Forget you Siri. I don’t want a robot PA. I want a doula.

 

I read an article that said the single best way to win the dinner party (ie make a positive enduring impression) is to ask people what they do for a living, and then say: “That sounds hard.”

Apparently, this social ninja move is the fail-proof opening gambit. Three simple words to bypass tedious small talk! Dive direct into interesting insights! Maybe we are universally wired to obsess over our own struggles? Maybe most members of humankind (at least the first world ones) feel sufficiently under-appreciated in whatever work we’re doing, that given a genuine invitation, we’ll launch into true revelation.

So when I say that motherhood is hard, I’m not saying that fatherhood isn’t, or childlessness isn’t or being a kid isn’t or being a cartoonist or a liftie or the Prime Minister isn’t. I’m not trying to win the Golden Globe for Dinner Party Guest of the Year. I’m just saying there’s a reason when you ask an 8 month pregnant woman, or the toddler-wrangling, infant-wearing, coffee-toting mama, how she is doing, that for a second before she recovers her equanimity you glimpse the whites of her eyes.

Childbirth is daunting. Motherhood is strange and complicated and high-stakes. Change is hard, and the almighty transition from being childless to having a completely-and-utterly-messily-and-noisily-dependent is dizzyingly hard, too.

But then, so is everything worthwhile.

And there are always ways to make the hard stuff easier.

Ask a doula.

That’s their job description, after all.

My friend, Christine Spierings, an early childhood educator and mama of two, is now a birth and postpartum doula.

A doula is a caregiver, from the ancient Greek word for “woman who assists”, whose role is to support a woman in labour – to take care of the mama-becoming, and her partner (to make sure he/she is taking care of the mama-becoming too), as she does the remarkable work for bringing a little being into the world.

Says Spierings simply, the number one requirement of her work is “to not let the mum feel sorry for herself.”

Added bonus: a really awesome doula will make the partner parent look like a hero, a role they’re about to be called upon to play with alarming regularity.

“I didn’t know what I was going into,” remembers Spierings, about having her first child sixteen years ago, “I went to pre-natal classes and I kinda listened. But I basically went into hospital and curled up on the bed in the foetal position. I didn’t really walk much, I didn’t do anything and I had a really long labour. Whereas now I know, the more you stand up and the more you move, you’re allowing gravity to work for you and the movement is helping your pelvis adjust and let the baby move through.”

In other words, it was hard, and it could have been easier.

Cue Spierings’ career change. Plus, she loved being pregnant. She loves babies. And she can imagine herself, even in her 70s, jumping in the car and whipping down the highway to meet a client at the hospital.

Coaching a woman through the birth experience is one reason she’s also just trained as a Dancing for Birth instructor – and is offering a 5 week program at the Community Centre for expectant and new mamas.

“It’s not all dancing,” says Spierings. “It’s gathering and sharing in a safe comfortable space. Getting to know your peers, having the change to talk about your discomforts, apprehensions, changes, what’s going well for you, stretching, collecting yourself, relaxation, breathing. Then you get up and dance – Latin inspired, afro, belly dancing, all types – but mostly it’s about movement so you can create habits you can take in to the delivery room. The more you create healthy habits – movement and mental calm – before you have the baby, the calmer you’ll be in delivery. A lot of women like to be in control. And when you’re going into labour, you are not in control. You have to let go and be open to what’s unfolding.”

Doula-assisted births tend to result in shorter labours with fewer complications and medical interventions – statistically proven outcomes that prompted the First Nations Health Authority to recent funding doula services for Aboriginal families in BC through a special grant program.

Currently, doula services are not covered through the public health system, although some insurers, including Sun Life, are started to offering coverage.

Not Letting Mamas Feel Sorry For Themselves is a skillset that would be welcome well beyond the delivery room.

Me and my friends have sometimes joked that we each need a wife, in order to get it all done. But maybe we need a world with more doulas. Or a world, as Anne-Marie Slaughter is saying, that truly values the work of care giving.

I wouldn’t mind a life doula. Job description: prevent me from feeling sorry for myself, believe deeply in my capacity to do the hardest things imaginable, offer massages at the perfectly right time, know a few good dance moves to bust out in times of duress, and remind me that women’s bodies are mysterious, powerful and nothing to be ashamed of.

But before we manifest a world in which there are food doulas for new parents, back to work doulas to help keep the wheels on after the one year maternity leave is up, death doulas to help guide the terminally ill, and wise caring coaches to rumble us through all life transitions with a combo of compassion, tough-talk and dance moves, let’s at least make it commonplace to have a doula or midwife appear at every person’s original birthday.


Work item: Restate the listing below word for word. No picture belongs in the result.

• • • • •

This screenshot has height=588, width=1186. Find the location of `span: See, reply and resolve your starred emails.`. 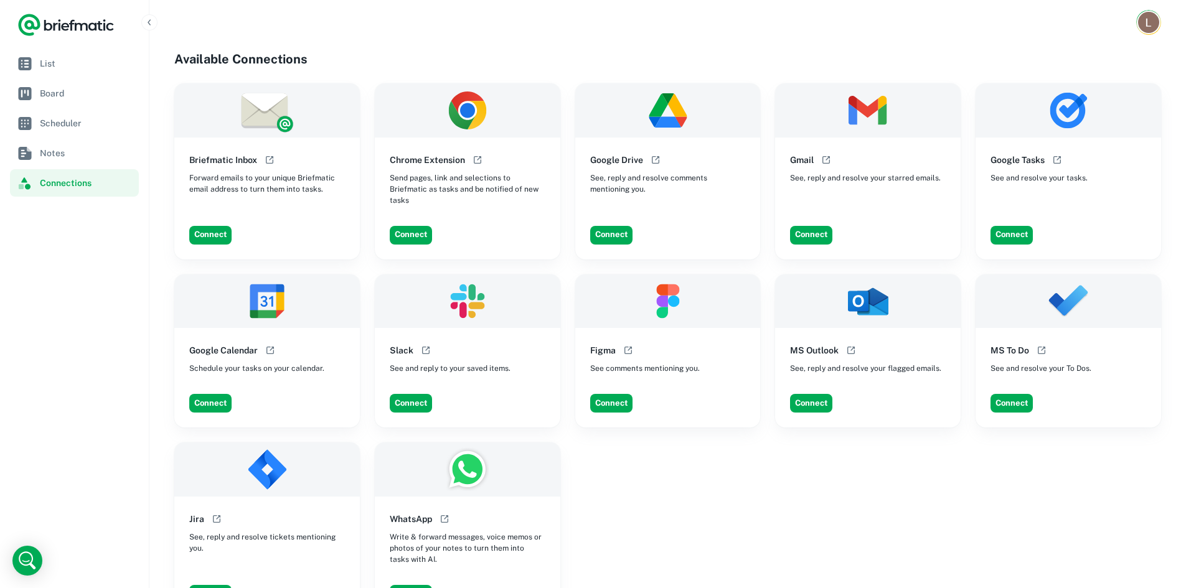

span: See, reply and resolve your starred emails. is located at coordinates (865, 178).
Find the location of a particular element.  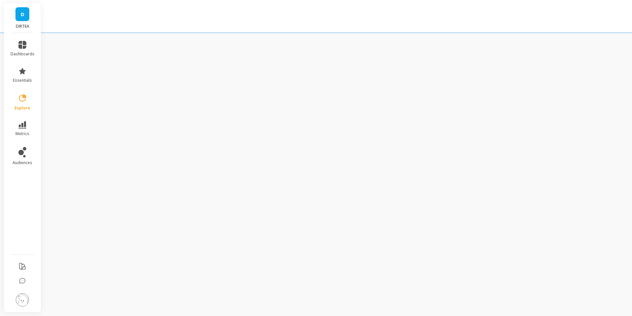

span: explore is located at coordinates (22, 108).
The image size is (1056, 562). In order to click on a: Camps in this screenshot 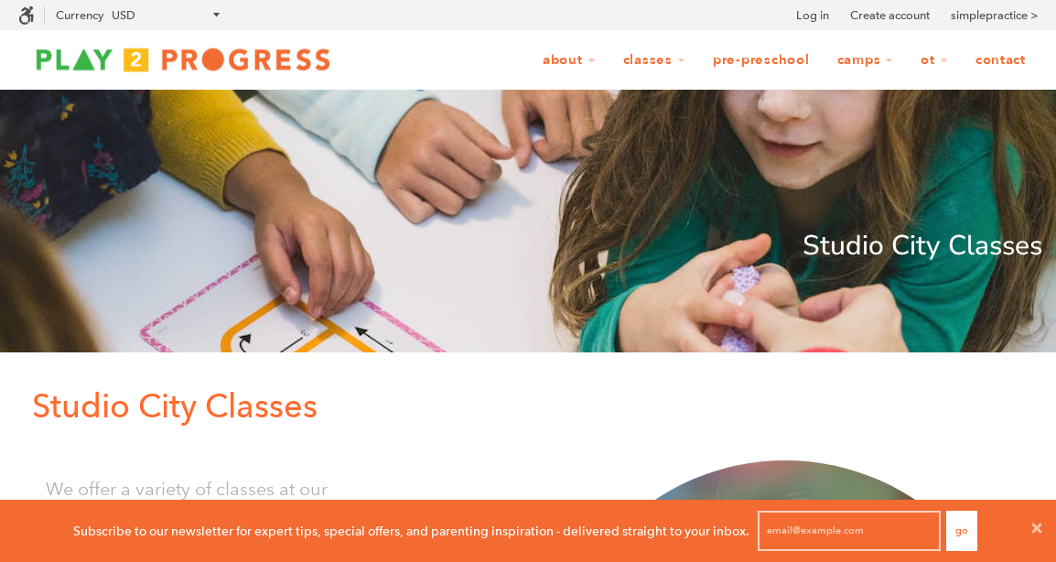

• • • • •

Response:
This screenshot has height=588, width=1186. Find the location of `span: See, reply and resolve your starred emails.`. 

span: See, reply and resolve your starred emails. is located at coordinates (865, 178).
Find the location of a particular element.  

span: explore is located at coordinates (22, 108).
The image size is (1056, 562). In order to click on a: Camps in this screenshot 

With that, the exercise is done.